Knowledge graphs are finding their way into financial practices, especially as powerful tools for competitor retrieval tasks. Graph’s ability to organize and analyze complex data effectively allows them to gain insights from competitive clues and reveal meaningful connections between companies. They thus substitute manual data collection and analysis methods with greater scalability and applicability scope. The performance of knowledge graphs could be further enhanced by combining them with graph embedding techniques. However, in financial tasks, current methods face many challenges, such as directed and undirected relationships, attributed nodes, and minimal annotated competitor connections. Thus, the current SOTA embedding methods are limited in finance due to the overwhelmingly complex structure of practical graphs. This article discusses a recent study that aims to improve competitor retrieval with the help of graph neural networks.
JPMorgan Chase researchers propose JPMorgan Proximity Embedding for Competitor Detection, a Novel Graph Neural Network for Competitor Retrieval in Financial Knowledge Graphs. JPEC utilizes graph neural networks to learn from first and second-order node proximity for effective competitor pattern capture. In financial graphs, competitor edges are generally sparse but provide essential learnings. Here, first-order proximity comes into the picture, which characterizes local connections and is used as supervised information that constrains the similarity of latent representations between pairs of competitors. The second-order proximity is used to learn graph structure and attributes simultaneously with the help of GCN Autoencoders. This is interesting because, conventionally, GCNs are designed for undirected graphs. Authors exploit its propagation function to exploit GCN in directed graph settings.
Additionally, the model uses a decoder to make up for the sparsity of the competitor’s edges, as mentioned earlier. The decoder enhances the model’s ability to extract information from the supply chain graph. The loss function for the second-order proximity is to minimize the difference between the original node feature vectors and the reconstructed ones.
This model was evaluated on a dataset prepared from a large-scale financial knowledge graph that included various financial entities such as companies, investors, and bankers, along with their relationships. Two datasets were produced from A) the Regular Test Dataset and B) the Zero-Shot Test Dataset; for Zero-Shot Test Data, authors chose a subset of the graph and extracted COMPETE_WITH edges around them. They then removed all COMPETE_WITH connections between these nodes and the rest of the graph to ensure these nodes are unseen in the training competitor data. For the other category, the authors randomly sampled the remaining dataset. In contrast to the zero-shot test dataset, regular test data retained all nodes but randomly retained some COM PETE_WITH edges from the graph. While evaluating, the authors compared models’ performances with three ranking metrics -Hits, MRR or Mean Reciprocal Rank, and Mean Average Precision (MAP). The results of this analysis established that most machine learning-based methods outperformed human queries in competitor detection on regular testing data. For the Zero-shot dataset, structure-based embedding methods underperformed with problems of cold start, whereas attributed embedding methods performed well.
To sum up, JPEC utilized two orders of node proximity to enhance financial knowledge graphs. This method outperformed most state-of-the-art finance experts, who manually predicted competitors of a node.JPEC marks a significant advancement in the field, demonstrating the potential of knowledge graphs to uncover valuable patterns within complex networks, particularly in practical business applications.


[To do]
Return all of the data below verbatim and exclude every picture.

[Record set]
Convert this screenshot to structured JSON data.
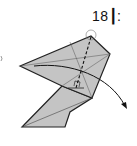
{
  "step": {
    "number": "18",
    "suffix": "┆:",
    "label": "18┃:"
  },
  "colors": {
    "paper": "#c4c4c4",
    "outline": "#222222",
    "background": "#ffffff"
  },
  "annotations": {
    "circle_marker": "pivot-point",
    "dashed_line": "fold-line",
    "right_angle": "right-angle-symbol",
    "arrow": "fold-direction-arrow"
  }
}
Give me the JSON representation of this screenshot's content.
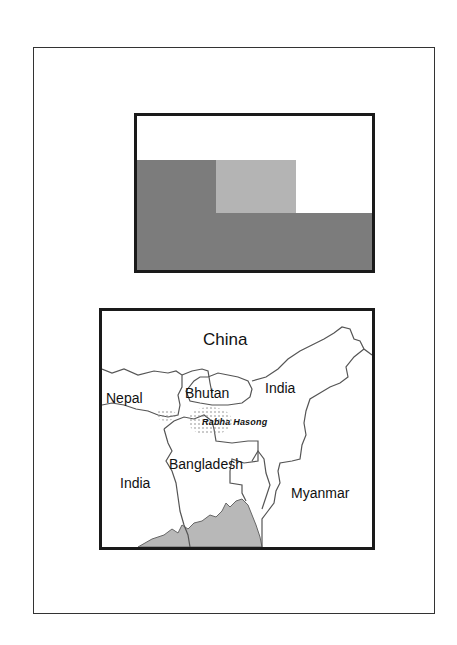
{
  "figure": {
    "legend_box": {
      "blocks": [
        {
          "name": "dark-gray-region",
          "color": "#7c7c7c"
        },
        {
          "name": "light-gray-region",
          "color": "#b4b4b4"
        },
        {
          "name": "dark-gray-band",
          "color": "#7c7c7c"
        }
      ]
    },
    "map": {
      "labels": {
        "china": "China",
        "nepal": "Nepal",
        "bhutan": "Bhutan",
        "india_ne": "India",
        "rabha_hasong": "Rabha Hasong",
        "bangladesh": "Bangladesh",
        "india_w": "India",
        "myanmar": "Myanmar"
      },
      "colors": {
        "border_line": "#555555",
        "sea_fill": "#b8b8b8",
        "stipple": "#888888"
      }
    }
  }
}
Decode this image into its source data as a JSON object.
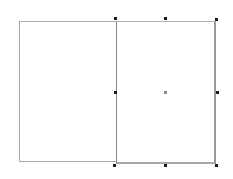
{
  "canvas": {
    "background": "#ffffff",
    "shapes": [
      {
        "id": "left-rectangle",
        "type": "rectangle",
        "x": 19,
        "y": 21,
        "width": 97,
        "height": 141,
        "stroke": "#a8a8a8",
        "selected": false
      },
      {
        "id": "right-rectangle",
        "type": "rectangle",
        "x": 116,
        "y": 21,
        "width": 100,
        "height": 143,
        "stroke": "#9a9a9a",
        "selected": true
      }
    ],
    "selection": {
      "handle_color": "#1a1a1a",
      "center_color": "#8c8c8c",
      "handles": [
        {
          "name": "top-left",
          "x": 114,
          "y": 17
        },
        {
          "name": "top-center",
          "x": 164,
          "y": 17
        },
        {
          "name": "top-right",
          "x": 215,
          "y": 18
        },
        {
          "name": "middle-left",
          "x": 114,
          "y": 91
        },
        {
          "name": "middle-right",
          "x": 216,
          "y": 91
        },
        {
          "name": "bottom-left",
          "x": 113,
          "y": 164
        },
        {
          "name": "bottom-center",
          "x": 164,
          "y": 164
        },
        {
          "name": "bottom-right",
          "x": 215,
          "y": 164
        }
      ],
      "center": {
        "x": 164,
        "y": 91
      }
    }
  }
}
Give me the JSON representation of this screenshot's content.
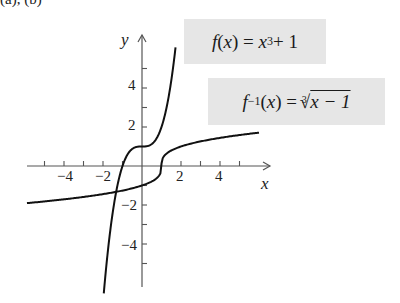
{
  "header": {
    "partial_label": "(a), (b)"
  },
  "labels": {
    "f": {
      "lhs": "f",
      "arg": "(x) = ",
      "base": "x",
      "exp": "3",
      "tail": " + 1",
      "full": "f(x) = x³ + 1"
    },
    "finv": {
      "lhs": "f",
      "sup": "−1",
      "arg": "(x) = ",
      "index": "3",
      "radical": "√",
      "radicand": "x − 1",
      "full": "f⁻¹(x) = ∛(x − 1)"
    }
  },
  "chart_data": {
    "type": "line",
    "title": "",
    "xlabel": "x",
    "ylabel": "y",
    "xlim": [
      -6,
      6.5
    ],
    "ylim": [
      -6.2,
      6.7
    ],
    "grid": false,
    "x_tick_labels": [
      "−4",
      "−2",
      "2",
      "4"
    ],
    "x_ticks": [
      -5,
      -4,
      -3,
      -2,
      -1,
      1,
      2,
      3,
      4,
      5
    ],
    "y_tick_labels": [
      "4",
      "2",
      "−2",
      "−4"
    ],
    "y_ticks": [
      5,
      4,
      3,
      2,
      1,
      -1,
      -2,
      -3,
      -4,
      -5
    ],
    "series": [
      {
        "name": "f(x) = x^3 + 1",
        "x_range": [
          -1.96,
          1.72
        ],
        "points": [
          [
            -1.96,
            -6.5
          ],
          [
            -1.5,
            -2.375
          ],
          [
            -1,
            0
          ],
          [
            -0.5,
            0.875
          ],
          [
            0,
            1
          ],
          [
            0.5,
            1.125
          ],
          [
            1,
            2
          ],
          [
            1.5,
            4.375
          ],
          [
            1.72,
            6.1
          ]
        ]
      },
      {
        "name": "f^-1(x) = cbrt(x - 1)",
        "x_range": [
          -5.9,
          6.0
        ],
        "points": [
          [
            -5.9,
            -1.9
          ],
          [
            -3,
            -1.59
          ],
          [
            -1,
            -1.26
          ],
          [
            0,
            -1
          ],
          [
            0.5,
            -0.79
          ],
          [
            1,
            0
          ],
          [
            1.5,
            0.79
          ],
          [
            2,
            1
          ],
          [
            4,
            1.44
          ],
          [
            6,
            1.71
          ]
        ]
      }
    ],
    "annotations": [
      "f(x) = x^3 + 1",
      "f^-1(x) = cbrt(x - 1)"
    ]
  }
}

[Solution]
Convert this screenshot to structured JSON data.
{
  "step": {
    "number": "18",
    "suffix": "┆:",
    "label": "18┃:"
  },
  "colors": {
    "paper": "#c4c4c4",
    "outline": "#222222",
    "background": "#ffffff"
  },
  "annotations": {
    "circle_marker": "pivot-point",
    "dashed_line": "fold-line",
    "right_angle": "right-angle-symbol",
    "arrow": "fold-direction-arrow"
  }
}
Give me the JSON representation of this screenshot's content.
{
  "figure": {
    "legend_box": {
      "blocks": [
        {
          "name": "dark-gray-region",
          "color": "#7c7c7c"
        },
        {
          "name": "light-gray-region",
          "color": "#b4b4b4"
        },
        {
          "name": "dark-gray-band",
          "color": "#7c7c7c"
        }
      ]
    },
    "map": {
      "labels": {
        "china": "China",
        "nepal": "Nepal",
        "bhutan": "Bhutan",
        "india_ne": "India",
        "rabha_hasong": "Rabha Hasong",
        "bangladesh": "Bangladesh",
        "india_w": "India",
        "myanmar": "Myanmar"
      },
      "colors": {
        "border_line": "#555555",
        "sea_fill": "#b8b8b8",
        "stipple": "#888888"
      }
    }
  }
}
Decode this image into its source data as a JSON object.
{
  "canvas": {
    "background": "#ffffff",
    "shapes": [
      {
        "id": "left-rectangle",
        "type": "rectangle",
        "x": 19,
        "y": 21,
        "width": 97,
        "height": 141,
        "stroke": "#a8a8a8",
        "selected": false
      },
      {
        "id": "right-rectangle",
        "type": "rectangle",
        "x": 116,
        "y": 21,
        "width": 100,
        "height": 143,
        "stroke": "#9a9a9a",
        "selected": true
      }
    ],
    "selection": {
      "handle_color": "#1a1a1a",
      "center_color": "#8c8c8c",
      "handles": [
        {
          "name": "top-left",
          "x": 114,
          "y": 17
        },
        {
          "name": "top-center",
          "x": 164,
          "y": 17
        },
        {
          "name": "top-right",
          "x": 215,
          "y": 18
        },
        {
          "name": "middle-left",
          "x": 114,
          "y": 91
        },
        {
          "name": "middle-right",
          "x": 216,
          "y": 91
        },
        {
          "name": "bottom-left",
          "x": 113,
          "y": 164
        },
        {
          "name": "bottom-center",
          "x": 164,
          "y": 164
        },
        {
          "name": "bottom-right",
          "x": 215,
          "y": 164
        }
      ],
      "center": {
        "x": 164,
        "y": 91
      }
    }
  }
}
Give me the JSON representation of this screenshot's content.
{
  "header": {
    "partial_label": "(a), (b)"
  },
  "labels": {
    "f": {
      "lhs": "f",
      "arg": "(x) = ",
      "base": "x",
      "exp": "3",
      "tail": " + 1",
      "full": "f(x) = x³ + 1"
    },
    "finv": {
      "lhs": "f",
      "sup": "−1",
      "arg": "(x) = ",
      "index": "3",
      "radical": "√",
      "radicand": "x − 1",
      "full": "f⁻¹(x) = ∛(x − 1)"
    }
  },
  "chart_data": {
    "type": "line",
    "title": "",
    "xlabel": "x",
    "ylabel": "y",
    "xlim": [
      -6,
      6.5
    ],
    "ylim": [
      -6.2,
      6.7
    ],
    "grid": false,
    "x_tick_labels": [
      "−4",
      "−2",
      "2",
      "4"
    ],
    "x_ticks": [
      -5,
      -4,
      -3,
      -2,
      -1,
      1,
      2,
      3,
      4,
      5
    ],
    "y_tick_labels": [
      "4",
      "2",
      "−2",
      "−4"
    ],
    "y_ticks": [
      5,
      4,
      3,
      2,
      1,
      -1,
      -2,
      -3,
      -4,
      -5
    ],
    "series": [
      {
        "name": "f(x) = x^3 + 1",
        "x_range": [
          -1.96,
          1.72
        ],
        "points": [
          [
            -1.96,
            -6.5
          ],
          [
            -1.5,
            -2.375
          ],
          [
            -1,
            0
          ],
          [
            -0.5,
            0.875
          ],
          [
            0,
            1
          ],
          [
            0.5,
            1.125
          ],
          [
            1,
            2
          ],
          [
            1.5,
            4.375
          ],
          [
            1.72,
            6.1
          ]
        ]
      },
      {
        "name": "f^-1(x) = cbrt(x - 1)",
        "x_range": [
          -5.9,
          6.0
        ],
        "points": [
          [
            -5.9,
            -1.9
          ],
          [
            -3,
            -1.59
          ],
          [
            -1,
            -1.26
          ],
          [
            0,
            -1
          ],
          [
            0.5,
            -0.79
          ],
          [
            1,
            0
          ],
          [
            1.5,
            0.79
          ],
          [
            2,
            1
          ],
          [
            4,
            1.44
          ],
          [
            6,
            1.71
          ]
        ]
      }
    ],
    "annotations": [
      "f(x) = x^3 + 1",
      "f^-1(x) = cbrt(x - 1)"
    ]
  }
}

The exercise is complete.